I strongly recommend this book, with a caveat. Yes, read this book, but experience it again with someone reading to you. Either check out the abridged version of the author reading it, or the unabridged version with another reader, but do listen to the book. The experience is much different, and differently richer.

Everybody Lies

Book Notes

Okay, unlike the last big data book I read, this WAS the big data book I wanted to read. While it does describe the mathematics used in the different ways big-data affects society, it does show how big data, how using small bits of innocent data can reveal surprising truths about who we are and what we really think.

If you start with the assumption that everybody lies on surveys (and this isn't a bad assumption, people mess with surveys all the time, to make themselves look good, to make someone else look bad, to withhold information for ulterior reasons, or really just to f--- with the survey data), then the fundamental data from which theories and beliefs develop is wrong.

But put people in a place where they believe their thoughts are anonymous, truly believe the data they provide will not be traced back to them, then said people become more open and, well, more honest with what they are thinking.

Which is where Stephens-Davidowitz's data research idea came from, to use Google search data as a research source, and where many assumptions about what people are thinking can be debunked.

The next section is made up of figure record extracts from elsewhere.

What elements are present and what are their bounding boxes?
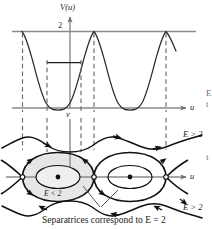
orbit-outer-upper — [2, 135, 202, 152]
phase-yaxis-label: v — [66, 110, 70, 119]
center-point-first — [56, 175, 61, 180]
potential-yaxis-label: V(u) — [60, 3, 75, 12]
margin-ghost-text-3: t — [206, 152, 209, 162]
margin-ghost-text-2: t — [206, 99, 209, 109]
margin-ghost-text-1: E — [206, 88, 212, 98]
saddle-point-left — [20, 175, 25, 180]
figure-container: V(u) 2 u v u E < 2 E > 2 E > 2 Separatri… — [0, 0, 212, 229]
saddle-point-right — [164, 175, 169, 180]
center-point-second — [128, 175, 133, 180]
phase-xaxis-label: u — [190, 172, 194, 181]
separatrix-stub-left-lower — [1, 177, 23, 194]
outer-energy-label-bottom: E > 2 — [183, 203, 202, 212]
saddle-point-middle — [92, 175, 97, 180]
potential-xaxis-label: u — [190, 103, 194, 112]
inner-region-energy-label: E < 2 — [44, 190, 61, 198]
outer-energy-label-top: E > 2 — [183, 130, 202, 139]
separatrix-stub-right-lower — [166, 177, 188, 194]
separatrix-stub-left-upper — [1, 160, 23, 177]
potential-panel — [12, 17, 196, 112]
potential-curve — [22, 32, 176, 111]
separatrix-stub-right-upper — [166, 160, 188, 177]
potential-ytick-label-2: 2 — [58, 21, 62, 30]
figure-graphic — [0, 0, 212, 229]
figure-caption: Separatrices correspond to E = 2 — [42, 216, 166, 226]
phase-portrait-panel — [1, 118, 202, 218]
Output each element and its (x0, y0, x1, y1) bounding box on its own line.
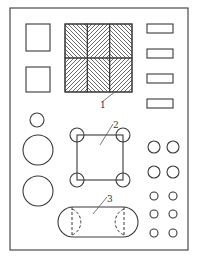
right-rectangle (147, 24, 173, 33)
hatched-grid (65, 24, 132, 92)
slot-outline (58, 207, 138, 237)
hole-circle (150, 210, 158, 218)
left-circle (23, 135, 53, 165)
callout-labels: 123 (93, 91, 119, 214)
leader-line (93, 197, 107, 214)
left-squares (26, 24, 50, 92)
left-circle (30, 113, 44, 127)
hole-circle (169, 192, 177, 200)
left-square (26, 24, 50, 51)
part-layout-diagram: 123 (0, 0, 199, 262)
square-2 (77, 135, 123, 180)
hatched-cell (65, 24, 87, 58)
hatched-cell (87, 24, 109, 58)
hole-circle (148, 166, 160, 178)
right-rectangle (147, 49, 173, 58)
hole-circle (148, 141, 160, 153)
hole-circle (150, 229, 158, 237)
left-circles (23, 113, 53, 206)
left-circle (23, 176, 53, 206)
left-square (26, 67, 50, 92)
hatched-cell (110, 58, 132, 92)
callout-label-3: 3 (107, 194, 113, 204)
hatched-cell (65, 58, 87, 92)
hole-circle (169, 229, 177, 237)
hole-circle (167, 166, 179, 178)
right-rectangle (147, 74, 173, 83)
callout-label-2: 2 (113, 120, 119, 130)
hatched-cell (110, 24, 132, 58)
right-circle-array (148, 141, 179, 237)
square-with-corner-circles (70, 128, 130, 187)
right-rectangles (147, 24, 173, 108)
right-rectangle (147, 99, 173, 108)
dashed-arc (115, 209, 124, 235)
hole-circle (169, 210, 177, 218)
hole-circle (167, 141, 179, 153)
callout-label-1: 1 (100, 100, 106, 110)
hole-circle (150, 192, 158, 200)
hatched-cell (87, 58, 109, 92)
dashed-arc (72, 209, 81, 235)
slot-with-dashed-circles (58, 207, 138, 237)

And the results are fascinating.

Stephens-Davidowitz provides a number of examples of "here's common knowledge, everyone knows this," and shows where, with big data, the "knowledge" is wrong. Either we aren't the same as when the knowledge was first determined, or it was declared as true based on something unknown, or simply accepted as true based on some voice of authority. Regardless of the source, the actual data, the actual numbers, show a different story, and that is the fascinating part.

Dark Money

Book Notes

While I do have a reading goal this year of having one third of the books I read be non-fiction books, I was really planning on reading more science books than politics books. When Bob said this was one of the books he was reading for his local book club, I checked the library and was delighted that it had a short wait time for the book. The next day, I had the book. Unfortunately, I managed to finish it only just before arriving in Pasadena.

Reading this book is like talking with Dad about politics, which was interesting to me because I now understand where he gets the crap he spouts. I had commented to him a couple years ago that he doesn't have any original thought it in head, he parrots back whatever hate he's getting from somewhere without thinking through the unintented (or intended, actually) consequences of his ideas. Well, the political agenda this book chronicles is pretty much what Dad is parroting. Dad is the type of person the conservatives targetted with their hate. This book describes the origins of that hate, not the reasons for it, but how it came to be and how it grew into the abomination that it is.

Abomination? Is that the correct word to use? When you have 27 families in a country of 360,000,000 million people able to stop the government and services of said country, yeah, you have an abomination.

This was a hard book to read, mostly because I kept wanting to throw it against the wall. I wanted to participate in Bob's book club, though, so I kept reading.

It comes down to this: liberals fundamentally believe that everyone can govern themselves, conservatives believe only they can govern and everyone else should bow to them. It's a matter of trust.